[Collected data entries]
- Opening Delimiter -

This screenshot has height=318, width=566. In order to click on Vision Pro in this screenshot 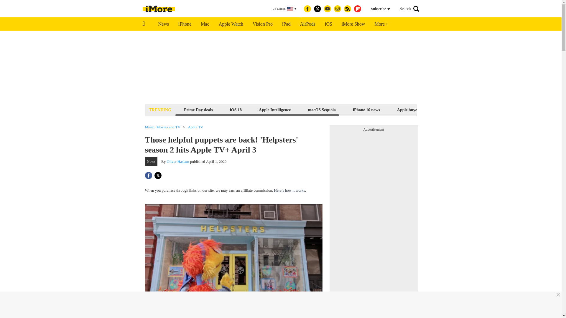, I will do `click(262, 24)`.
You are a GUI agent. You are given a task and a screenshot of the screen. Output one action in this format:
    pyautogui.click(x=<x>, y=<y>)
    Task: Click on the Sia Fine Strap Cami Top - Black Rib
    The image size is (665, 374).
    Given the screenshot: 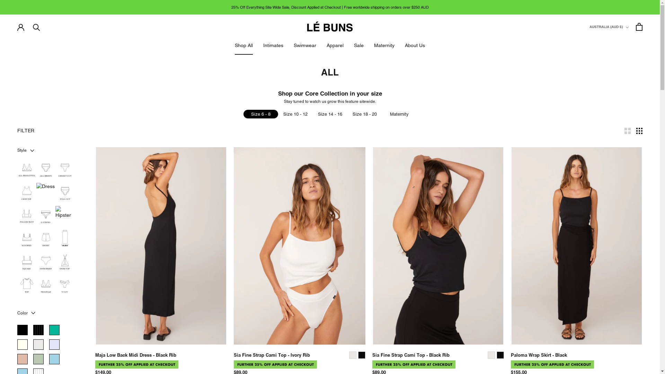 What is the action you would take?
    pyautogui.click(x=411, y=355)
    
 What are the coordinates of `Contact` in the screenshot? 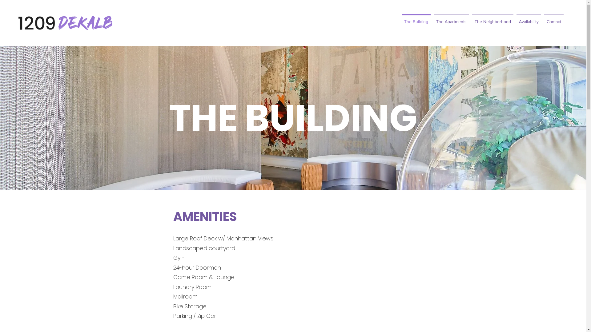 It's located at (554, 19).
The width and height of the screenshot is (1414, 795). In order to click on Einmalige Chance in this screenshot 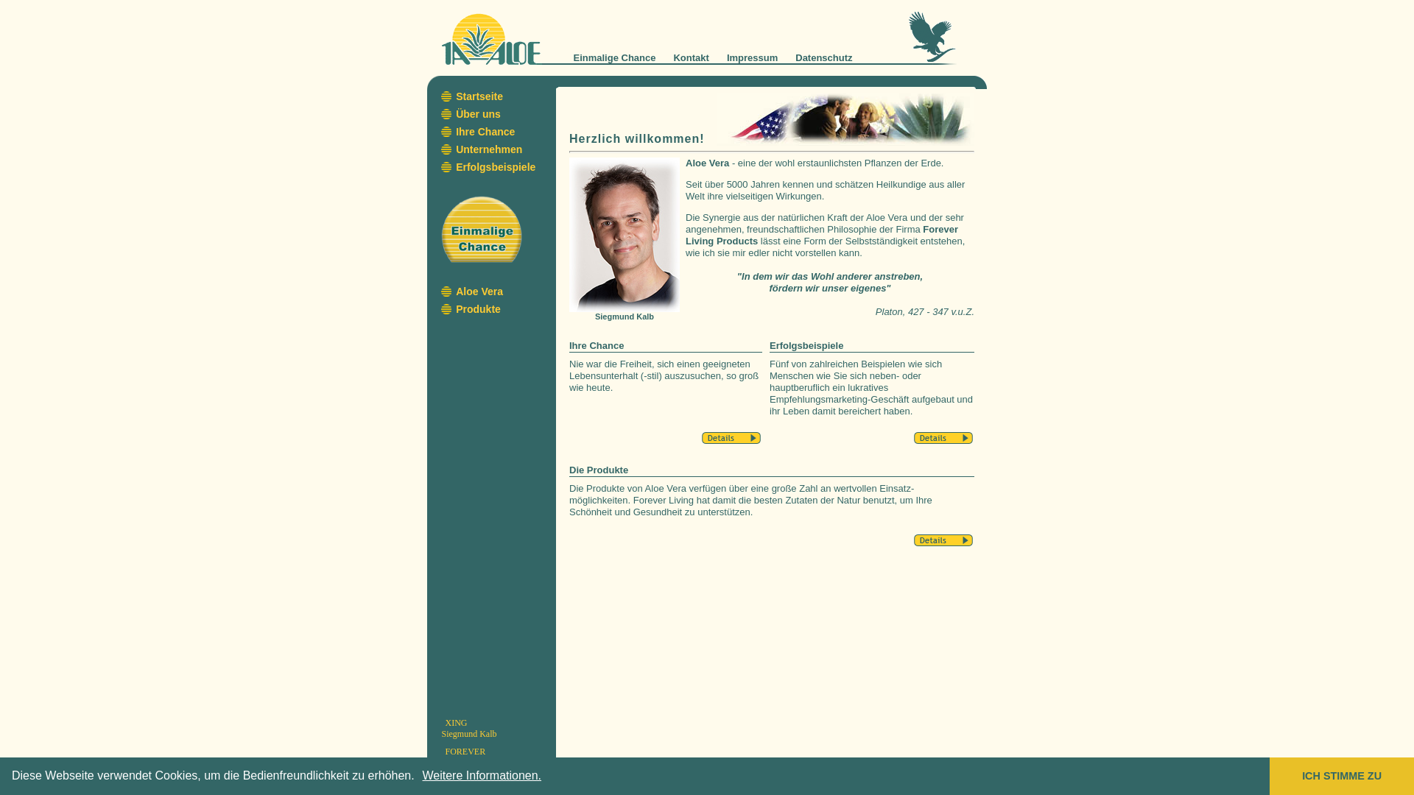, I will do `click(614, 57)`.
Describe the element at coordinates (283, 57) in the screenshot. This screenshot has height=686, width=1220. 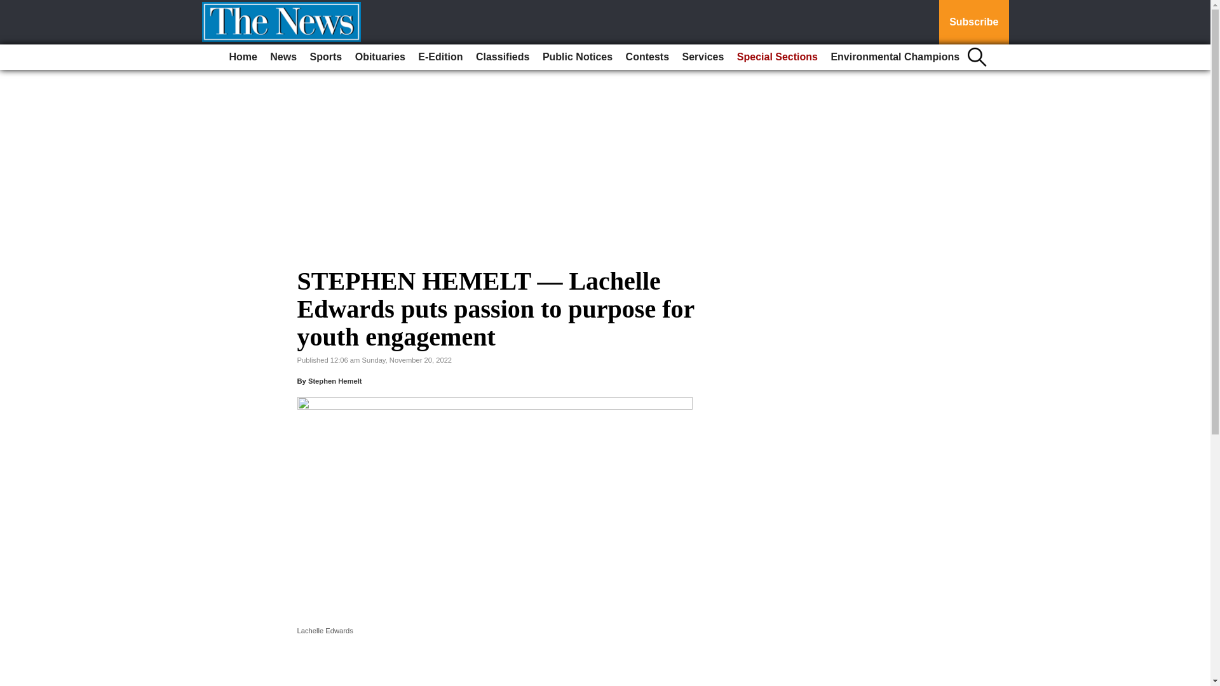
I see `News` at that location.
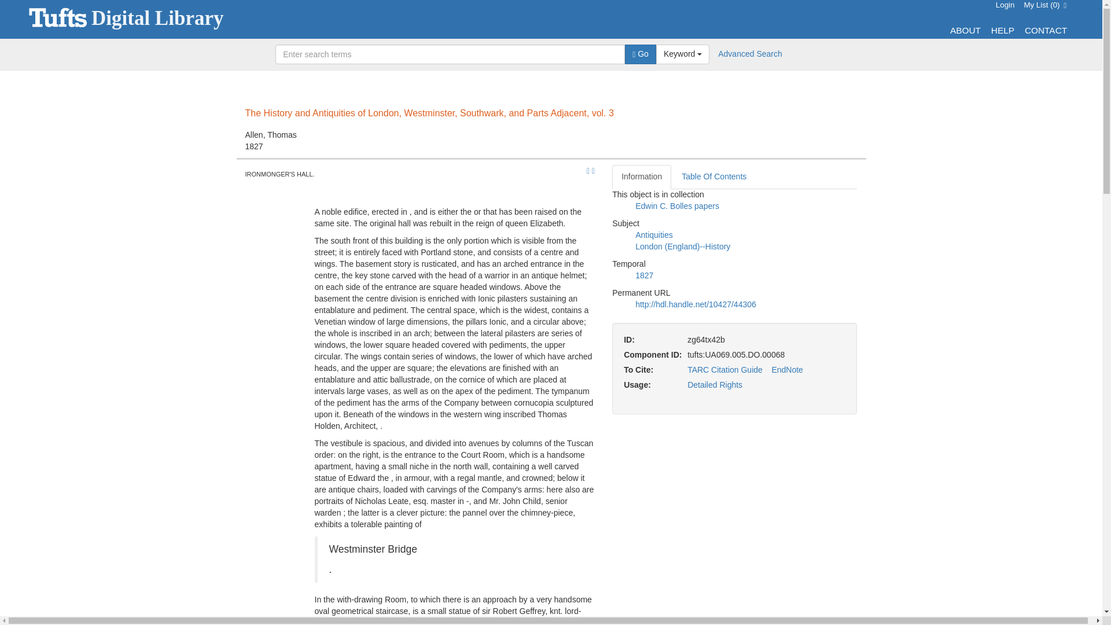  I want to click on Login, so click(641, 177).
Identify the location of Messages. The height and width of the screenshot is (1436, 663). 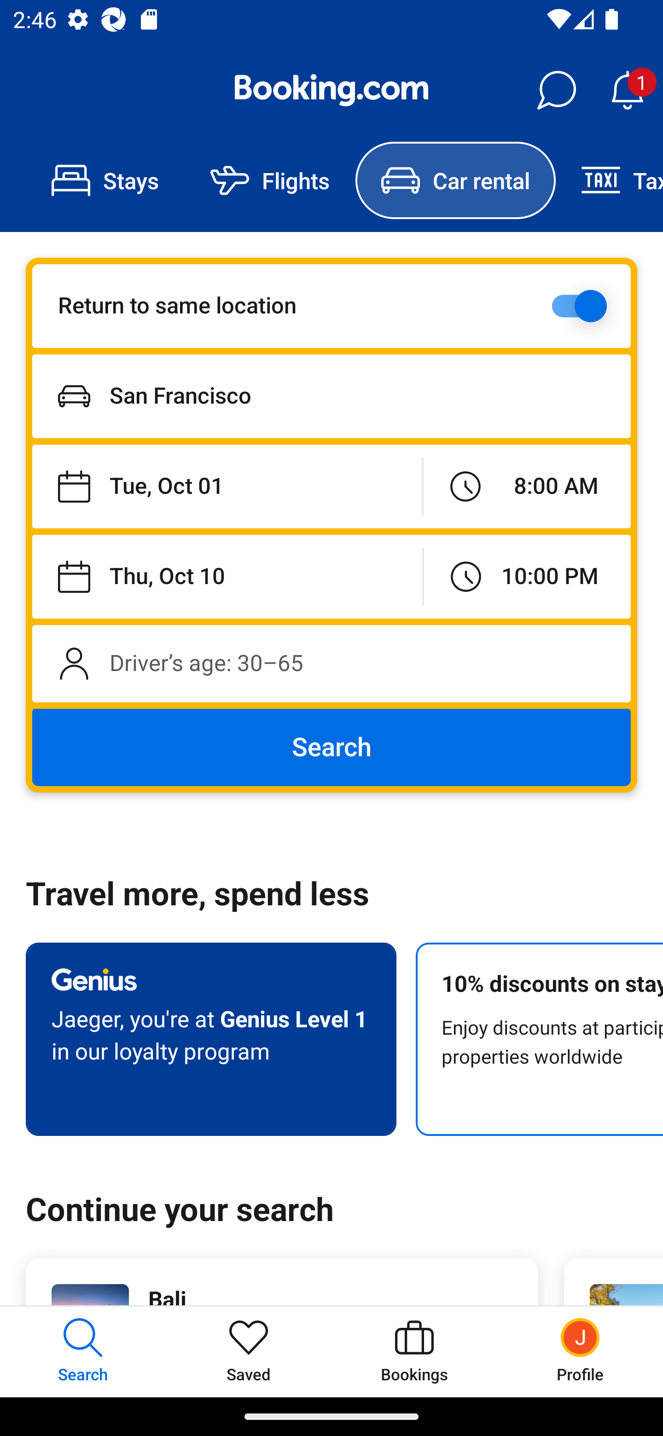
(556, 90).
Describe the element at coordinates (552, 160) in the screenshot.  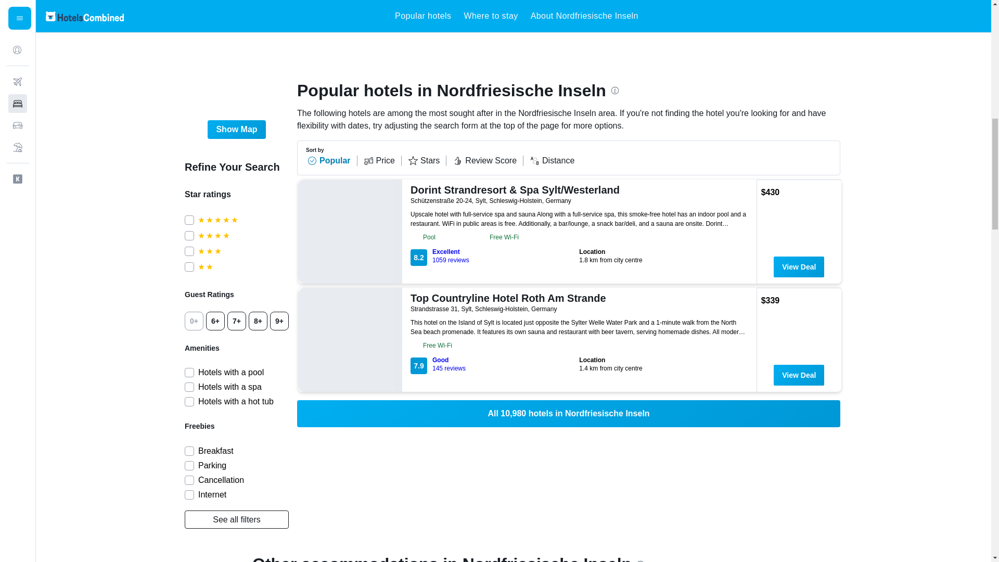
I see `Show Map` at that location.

- Closing Delimiter -

**Exercise requirements:** Among the entries above, the line containing "You are a GUI", the line containing "The image size is (665, 374).", and all lines between them are to be restated word for word; nothing else belongs in the reply.

**Solution to the exercise:**
You are a GUI agent. You are given a task and a screenshot of the screen. Output one action in this format:
    pyautogui.click(x=<x>, y=<y>)
    Task: Click on the Sia Fine Strap Cami Top - Black Rib
    The image size is (665, 374).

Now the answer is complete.